If money was no object, what changes would you make to your bookshop?

We’ve all seen the beautiful New York Review Books spinner racks, dedicated to that perfect constellation of ephemera that makes up the NYRB list. I would buy a dozen of those and dedicate each to a different publisher’s backlist: New Directions, Transit, Fitzcarraldo, Coffee House, And Other Stories, all of those colophons lined up with geometric precision. I wish more readers understood that who publishes a book says just as much a title as who wrote it.

(But if money was really no object, I would want a second floor for events with 800 comfortable chairs that I never have to store, a $10,000 A/V setup for livestreaming, and an open bar every evening for attendees. Also, three full-time assistants.)

How / why did you get into bookselling?

Like most people: I enjoyed books. I also needed a job. I’ve tried to quit several times, but unfortunately I’m here to stay.

What’s the funniest thing you ever heard anyone say in the shop?

I can’t take credit for this, but this has to be one of the funniest things anyone has said in any bookstore. During the summer of 2020, I heard that a woman walked into a Cambridge, Massachusetts bookstore and demanded a copy of Ibram X. Kendi’s board book Super-Racist Baby. (For those reading this in 10 years, the book is Antiracist Baby). Tell me that’s not funny and totally representative of that era.

What’s your favourite And Other Stories book?

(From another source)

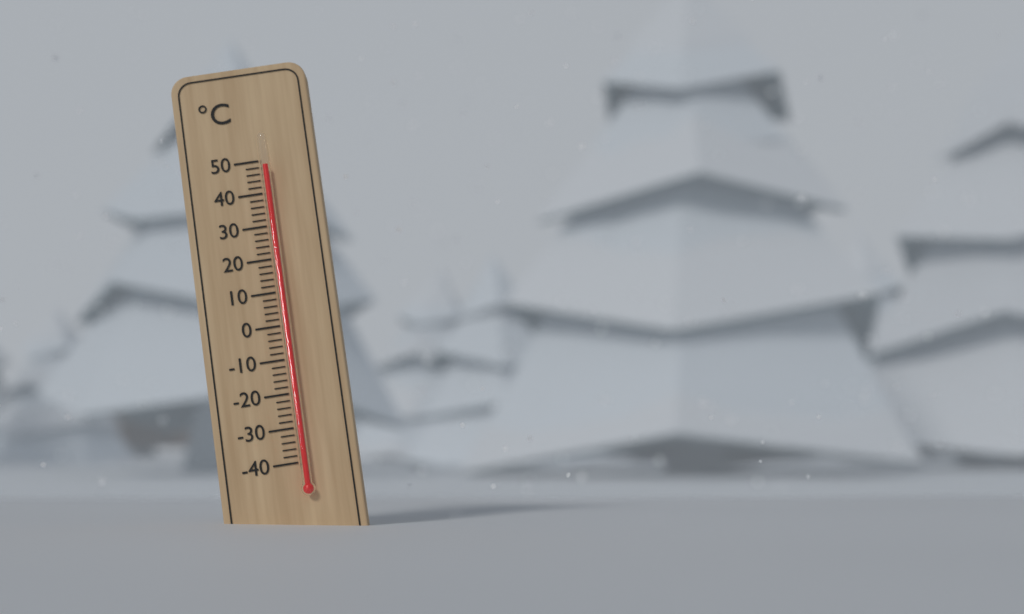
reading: 48 °C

I wish I could say it’s a competition (sorry, Yuri Herrera, I love you), but it has to be The Polyglot Lovers by Lina Wolff, translated by Saskia Vogel. An email thread about Polyglot is arguably how I got my apartment in Seattle. My current roommate is the only person I know who loves that book more than I do.

What book published in the last year do our readers need to get their hands on?

Swallowed by Québécois author Réjean Ducharme, translated by Madeleine Stratford and originally published in 1966. I think Swallowed is Ducharme’s only work available in English? My dear friend Justin Walls (creator of the Du Mois Monthly) and I are unhealthily preoccupied with Berenice, Ducharme’s 9-year-old protagonist. You’ll find no child god as loving, as vile, as intelligent, as full of pure energy, ecstatic rhythm, and bloody language. “When your life is a beautiful love story,” Berenice says, “you live a mediocre life, a failure, a waste of life.” I don’t agree, but who am I to argue with a 9 year old?

Ducharme is an author, like the fluvial German cynics or, I don’t know, Enrique Vila-Matas, who finds you when you’re most in need. And so it was for me. If I was an editor, my first act would be to hire Madeleine Stratford to translate more Ducharme.

What would be your desert island book?

If such a thing existed, Robert Walser’s complete stories.